One project we’ve been working on for a while is single sign-on across all our servers and other services (e.g. SVN repository, a few other things). One thing I wanted to avoid, I guess for mostly religious reasons, was reliance on a Windows instance for any of our production environment. The logical part of my brain knows that people build huge websites with Windows farms and AD, but my gut still doesn’t trust it. So what I wanted to do was setup OpenLDAP as a “slave” to an Active Directory “master” and have all the LDAP info propagate over the slave whenever any changes were made in the master. I’ve done this with DNS – setup Bind as a slave to an AD server and everything basically works as I expect in a Bind-Bind master/slave scenario. Well, it turns out that it doesn’t work like that when it comes to LDAP. Apparently AD doesn’t follow the RFC for LDAP (surprise!) so many things that would be expected to work with OpenLDAP won’t.
I thought to myself, well, I can just go ahead and write something that will sync AD -> OpenLDAP every 5 minutes. This would mostly work, except there’s apparently no way to retrieve the user’s password via LDAP – the field is write-only. This makes it so I could essentially clone the whole LDAP tree… except for the piece of info that would let people login, which is the only thing I want it for. This was frustrating.

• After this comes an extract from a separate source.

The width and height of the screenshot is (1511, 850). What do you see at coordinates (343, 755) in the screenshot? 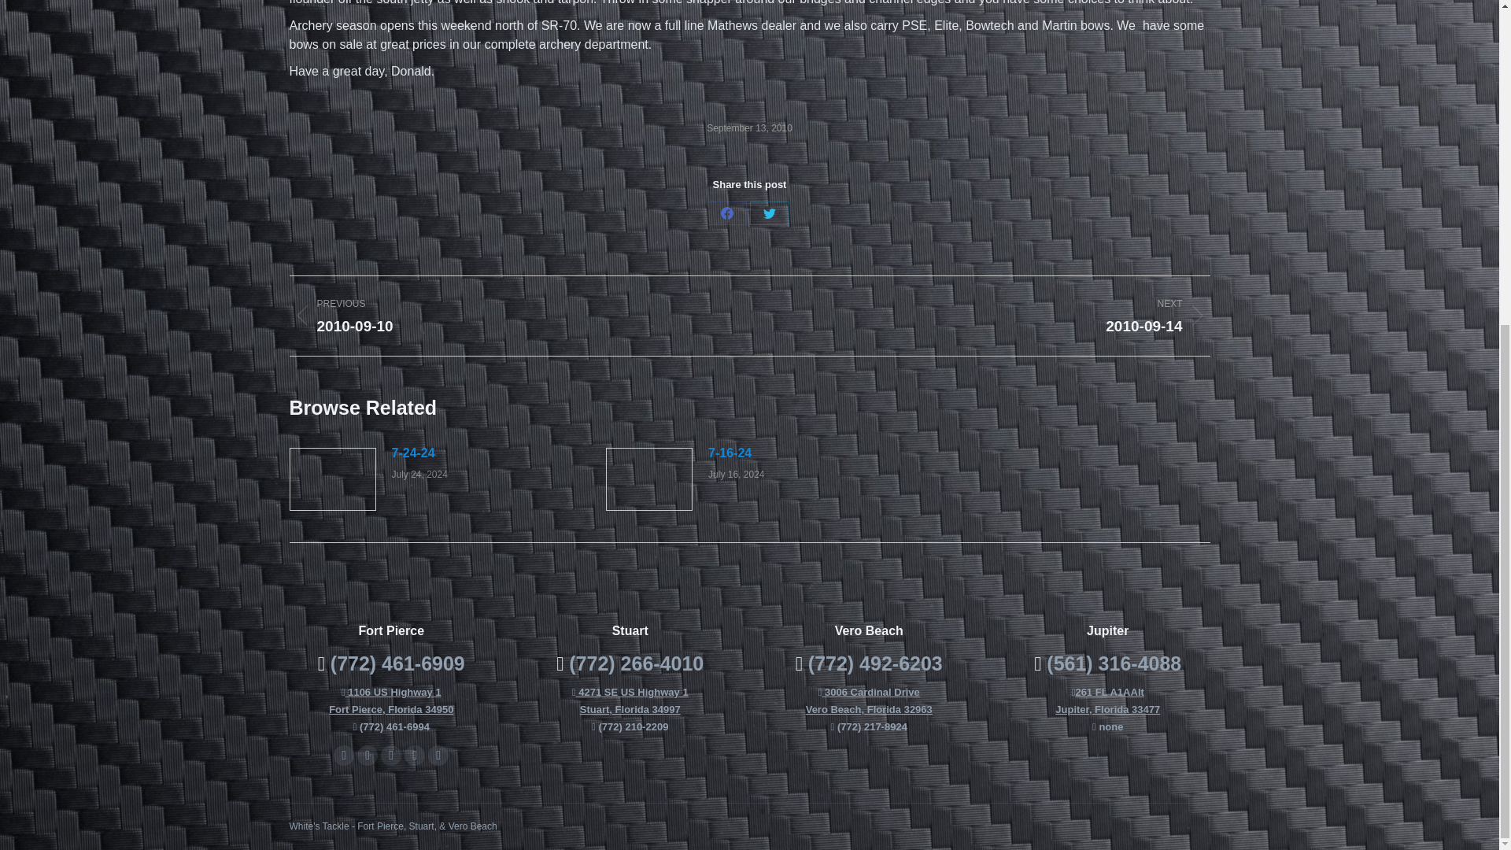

I decided to explore a caching proxy. I was thinking if I could setup OpenLDAP as a caching proxy to Active Directory, and set a cache time of ~15 minutes, it would at least let me withstand a Windows reboot (it’s 2009 and I still feel like any Windows fix begins and ends with a reboot). I figured I’d start with a regular proxy first. This turned out to be relatively simple: in slapd.conf, at the bottom, add:
database ldap suffix "dc=example,dc=com" uri "ldap://activedirectory.example.com" acl-bind bindmethod=simple binddn="some user's DN" credentials=password
Restart slapd and do an ldapsearch against the new ldap server and it will relay the request to the AD server and relay the response to you.
Caching is another story. It seemed like it should be straightforward – yum install openldap-servers-overlays – but on my FC11 box, the package didn’t exist, and on my CentOS 5.4 box, openldap-servers-overlays didn’t appear to contain the pcache overlay used for caching. So I gave up on that.
I ended up shelving the whole idea for a while and just created 2 Windows AD VMs that will serve as Production AD auth boxes. I got everything configured – here’s a sample .htaccess file that queries our AD server for a user (by sAMAccountName, e.g. the “user” part of a username in the user@domain login name) and checks that the user is in the Sysadmins group:
AuthBasicProvider ldap AuthType basic AuthName "AD LDAP Test" AuthLDAPURL "ldap://activedirectory.example.com/OU=Users,DC=example,DC=com?sAMAccountName?sub" AuthzLDAPAuthoritative On AuthLDAPGroupAttribute member AuthLDAPBindDN ldapuser@example.com AuthLDAPBindPassword password Require ldap-group CN=Sysadmins,OU=Internal Groups,OU=Groups,DC=example,DC=com
This works (I’ve modified it so it doesn’t include our real info, though). It will let the user in if their credentials are OK and if they are in the required group. What I discovered, however, is that if you go into AD and disable the user’s account, they are still allowed to log in (assuming the user is still in the account). This seemed stupid. I did some more research and discovered userAccountControl. Apparently you need to use bit masking against this attribute to determine if an account is disabled. This is as far as I’d gotten before vacation, but let me say this:
BRILLIANT, MICROSOFT!
Microsoft provides a neat trick to work with bitmasks.
They have defined a matchingrules. We documented this at:
http://ldapwiki.willeke.com/wiki/LDAP%20Query%20using%20a%20bitwise%20filter
So putting this to use, you can determine the disabled users with an LDAP filter:
http://ldapwiki.willeke.com/wiki/LDAP%20Queries%20AD%20Integration%20Specific#section-LDAP+Queries+AD+Integration+Specific-AllUsersWhoseAccountIsDisabled
Now, figure put how to determine if the password it expired is a bit more involved.
-jim
Thanks a lot, Jim! I had seen some of that stuff when I was looking into this, but haven’t had time to try it out yet.
In openldap proxy configuration secion you can replace
acl-bind bindmethod=simple binddn=”some user’s DN” credentials=password
with
rebind-as-user
which will effectively use the user that tries to authenticate to AD for actual bind. Kind of removes necessity of storing AD username password in one more place.